• Can Crabs Help Coral Reefs?

Water/Wastewater

Can Crabs Help Coral Reefs?

Jan 22 2021

Coral reefs have had a challenging few years. Their very survival has come under attack by a myriad of threats, including rising oceanic temperatures, plastic pollution and the eutrophication of their waters by agricultural run-off. This latter phenomenon has proven to be particularly troublesome, since the high levels of phosphate found in surface water not only contribute to the decline of the coral, but also promote the propagation of seaweed.

While seaweed doesn’t seem like a dangerous prospect on its own, it can smother the coral in large numbers when thriving among nutrient-rich waters. This all but negates the possibility of the reef ever experiencing a resurgence, which is why the scientific community has been searching for a solution to the conundrum. Thanks to the work of two researchers from Florida International University (FIU), they may just have found one in an unlikely form: crabs.

How to solve a problem like seaweed

Intensive farming of land in coastal areas can often lead to excess phosphate and nitrogen being washed into rivers, streams and shorelines. This can cause significant damage to coral reefs, all the while providing a nutritional boost to other types of flora and fauna such as seaweed. In that scenario, the reefs suffer the double blow of being overwhelmed by eutrophication, then blanketed by seaweed.

There are several fish species which subsist on seaweed and in fact, coral reefs have been found to release certain chemicals that attract these seaweed-eating species, as a sort of chemical distress call. Unfortunately, there are simply not enough of the fish in question to handle the rapid growth of the seaweed, especially since another of its predators – the sea urchin – has been all but eradicated in Floridan waters due to an unknown disease.

Crabs to the rescue!

Caribbean king crabs could hold the answer to that riddle.
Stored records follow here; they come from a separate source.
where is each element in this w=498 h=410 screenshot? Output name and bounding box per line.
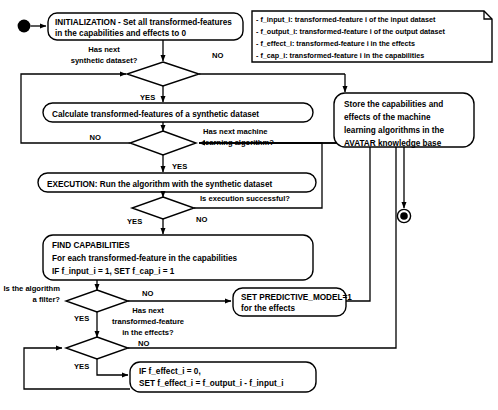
set-effect-line2: SET f_effect_i = f_output_i - f_input_i [139,379,283,388]
store-line4: AVATAR knowledge base [344,139,442,148]
initialization-line1: INITIALIZATION - Set all transformed-fea… [55,18,232,27]
legend-item-2: - f_effect_i: transformed-feature i in t… [256,39,415,48]
set-effect-line1: IF f_effect_i = 0, [139,367,201,376]
decision-has-next-feature [66,337,128,359]
set-predictive-model-line1: SET PREDICTIVE_MODEL=1 [241,293,352,302]
decision-has-next-algorithm [130,131,196,155]
find-capabilities-line3: IF f_input_i = 1, SET f_cap_i = 1 [52,267,175,276]
decision-execution-successful [132,197,194,219]
end-state [400,212,408,220]
start-state [18,20,31,33]
legend-item-0: - f_input_i: transformed-feature i of th… [256,15,436,24]
set-predictive-model-line2: for the effects [241,304,296,313]
find-capabilities-line1: FIND CAPABILITIES [52,241,130,250]
edge-label-exec-yes: YES [127,217,142,226]
legend-item-3: - f_cap_i: transformed-feature i in the … [256,51,424,60]
edge-label-filter-no: NO [142,289,153,298]
decision-filter-label-line1: Is the algorithm [3,284,60,293]
calculate-line1: Calculate transformed-features of a synt… [52,110,259,119]
store-line3: learning algorithms in the [344,126,445,135]
decision-feature-label-line1: Has next [132,306,164,315]
decision-filter-label-line2: a filter? [33,295,61,304]
edge-label-feature-yes: YES [74,362,89,371]
find-capabilities-line2: For each transformed-feature in the capa… [52,254,238,263]
decision-feature-label-line2: transformed-feature [112,317,184,326]
edge-label-exec-no: NO [196,215,207,224]
edge-label-algorithm-no: NO [90,133,101,142]
legend-item-1: - f_output_i: transformed-feature i of t… [256,27,445,36]
edge-label-algorithm-yes: YES [172,162,187,171]
flowchart-canvas: INITIALIZATION - Set all transformed-fea… [0,0,498,410]
decision-is-filter [66,290,128,312]
store-line1: Store the capabilities and [344,100,443,109]
execution-line1: EXECUTION: Run the algorithm with the sy… [47,180,272,189]
decision-dataset-label-line2: synthetic dataset? [71,56,138,65]
decision-feature-label-line3: in the effects? [122,328,174,337]
edge-feature-yes-to-set-effect [97,359,128,375]
decision-success-label-line1: Is execution successful? [200,194,290,203]
decision-algorithm-label-line1: Has next machine [203,127,268,136]
edge-label-feature-no: NO [138,339,149,348]
decision-has-next-dataset [127,62,199,86]
initialization-line2: in the capabilities and effects to 0 [55,29,186,38]
edge-label-dataset-yes: YES [140,93,155,102]
edge-label-filter-yes: YES [74,314,89,323]
flowchart-svg: INITIALIZATION - Set all transformed-fea… [0,0,498,410]
decision-dataset-label-line1: Has next [88,45,120,54]
edge-label-dataset-no: NO [212,51,223,60]
store-line2: effects of the machine [344,113,431,122]
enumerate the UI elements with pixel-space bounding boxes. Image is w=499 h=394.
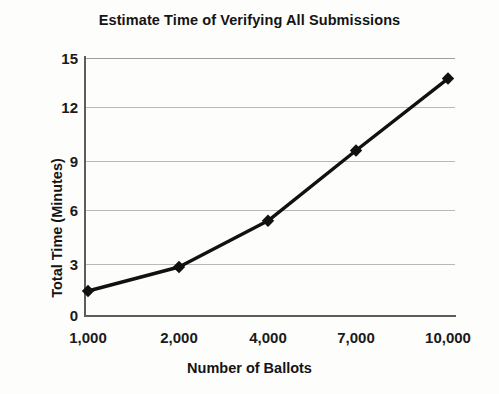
- plot-area: [85, 58, 455, 315]
- x-axis-label: Number of Ballots: [0, 360, 499, 376]
- gridline-3: [85, 264, 455, 265]
- x-axis-line: [84, 315, 456, 317]
- gridline-15: [85, 58, 455, 59]
- y-axis-label-holder: Total Time (Minutes): [34, 90, 54, 290]
- y-axis-line: [84, 56, 86, 317]
- x-tick-4000: 4,000: [223, 329, 313, 346]
- gridline-12: [85, 107, 455, 108]
- gridline-6: [85, 210, 455, 211]
- y-axis-label: Total Time (Minutes): [49, 133, 65, 323]
- gridline-9: [85, 161, 455, 162]
- x-tick-7000: 7,000: [311, 329, 401, 346]
- y-tick-15: 15: [44, 50, 78, 67]
- chart-figure: Estimate Time of Verifying All Submissio…: [0, 0, 499, 394]
- x-tick-10000: 10,000: [403, 329, 493, 346]
- x-tick-1000: 1,000: [43, 329, 133, 346]
- x-tick-2000: 2,000: [134, 329, 224, 346]
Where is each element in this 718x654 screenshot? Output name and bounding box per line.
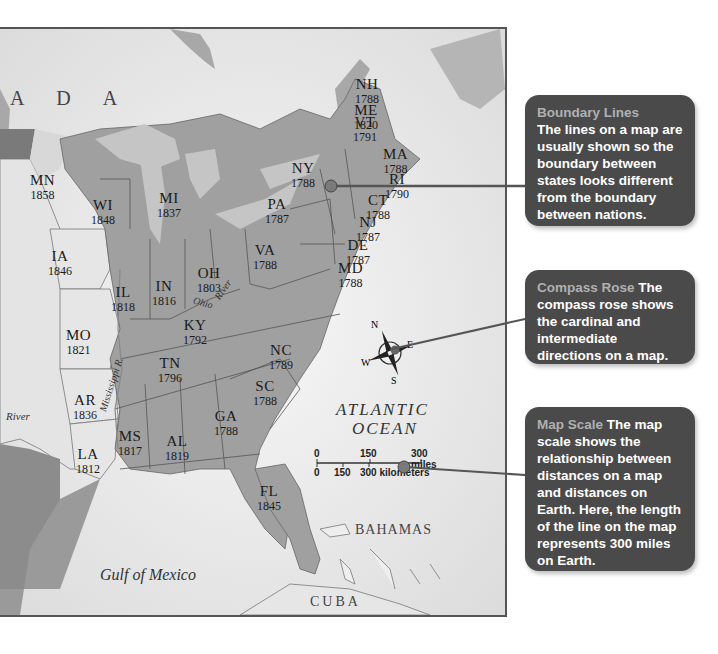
state-label-mi: MI1837 xyxy=(157,191,181,219)
state-label-tn: TN1796 xyxy=(158,356,182,384)
state-label-oh: OH1803 xyxy=(197,266,221,294)
compass-e: E xyxy=(407,339,413,350)
atlantic-ocean-label-line1: ATLANTIC xyxy=(336,400,429,420)
state-label-nh: NH1788 xyxy=(355,77,379,105)
callout-compass-rose: Compass Rose The compass rose shows the … xyxy=(525,270,695,364)
state-label-ky: KY1792 xyxy=(183,318,207,346)
state-label-pa: PA1787 xyxy=(265,197,289,225)
callout-title: Map Scale xyxy=(537,417,603,432)
scale-km-150: 150 xyxy=(334,467,351,478)
state-label-ms: MS1817 xyxy=(118,429,142,457)
scale-km-0: 0 xyxy=(314,467,320,478)
state-label-maine: ME1820 xyxy=(354,103,378,131)
scale-miles-150: 150 xyxy=(360,448,377,459)
compass-rose-icon xyxy=(365,325,415,381)
callout-body: The map scale shows the relationship bet… xyxy=(537,417,681,568)
state-label-in: IN1816 xyxy=(152,279,176,307)
compass-n: N xyxy=(371,319,378,330)
callout-title: Boundary Lines xyxy=(537,105,639,120)
callout-boundary-lines: Boundary Lines The lines on a map are us… xyxy=(525,95,695,226)
state-label-ga: GA1788 xyxy=(214,409,238,437)
scale-km-300: 300 kilometers xyxy=(360,467,430,478)
state-label-la: LA1812 xyxy=(76,447,100,475)
bahamas-label: BAHAMAS xyxy=(355,522,432,538)
callout-title: Compass Rose xyxy=(537,280,635,295)
state-label-ar: AR1836 xyxy=(73,393,97,421)
compass-rose: N S W E xyxy=(365,325,415,381)
historical-map: A D A BAHAMAS CUBA ATLANTIC OCEAN Gulf o… xyxy=(0,27,507,617)
cuba-label: CUBA xyxy=(310,594,361,610)
state-label-sc: SC1788 xyxy=(253,379,277,407)
callout-map-scale: Map Scale The map scale shows the relati… xyxy=(525,407,695,571)
state-label-fl: FL1845 xyxy=(257,484,281,512)
state-label-ny: NY1788 xyxy=(291,161,315,189)
state-label-mn: MN1858 xyxy=(30,173,55,201)
western-river-label: River xyxy=(6,410,30,422)
compass-s: S xyxy=(391,375,397,386)
state-label-mo: MO1821 xyxy=(66,328,91,356)
gulf-of-mexico-label: Gulf of Mexico xyxy=(100,566,196,584)
state-label-wi: WI1848 xyxy=(91,198,115,226)
map-scale: 0 150 300 miles 0 150 300 kilometers xyxy=(316,451,446,481)
state-label-va: VA1788 xyxy=(253,243,277,271)
compass-w: W xyxy=(361,357,370,368)
callout-body: The lines on a map are usually shown so … xyxy=(537,122,683,222)
state-label-il: IL1818 xyxy=(111,285,135,313)
state-label-al: AL1819 xyxy=(165,434,189,462)
scale-miles-0: 0 xyxy=(314,448,320,459)
atlantic-ocean-label-line2: OCEAN xyxy=(352,419,418,439)
canada-label: A D A xyxy=(10,87,131,110)
state-label-md: MD1788 xyxy=(338,261,363,289)
state-label-ia: IA1846 xyxy=(48,249,72,277)
state-label-nc: NC1789 xyxy=(269,343,293,371)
As well as consuming a large amount of the seaweed present around the Florida Keys, this crab species is also capable of ingesting particular types of the harmful plant which other animals find poisonous. However, the current status quo has seen a high number of juvenile Caribbean king crabs fall prey to other species, meaning there are just not enough of them to go around at the moment.

Keen to investigate what would happen if crabs were capable of consuming the seaweed in larger numbers, the FIU researchers artificially boosted their ranks by transplanting crabs from other areas to reefs that were overrun by seaweed. Thanks to continuous online water monitoring over a number of years, they were able to produce results that were, quite simply, stunning.

Promising conclusions

The duo found that the boosted crab numbers were capable of bringing down seaweed coverage from 85% at the outset of the experiment to less than half by its end. In areas where some seaweed had already been removed manually before the crabs were released, the coverage fell by as much as 80%. It’s not as though the seaweed simply migrated to other areas, either; in control reefs where crab numbers were low, seaweed coverage remained constant.

Of course, removing the seaweed alone would not achieve anything of import if the corals were not able to recover after the fact. However, the researchers returned to the site of their experiment two years later and discovered that both coral and fish were up to five times more commonplace on the crab-infested reefs as they were on those abandoned to the seaweed.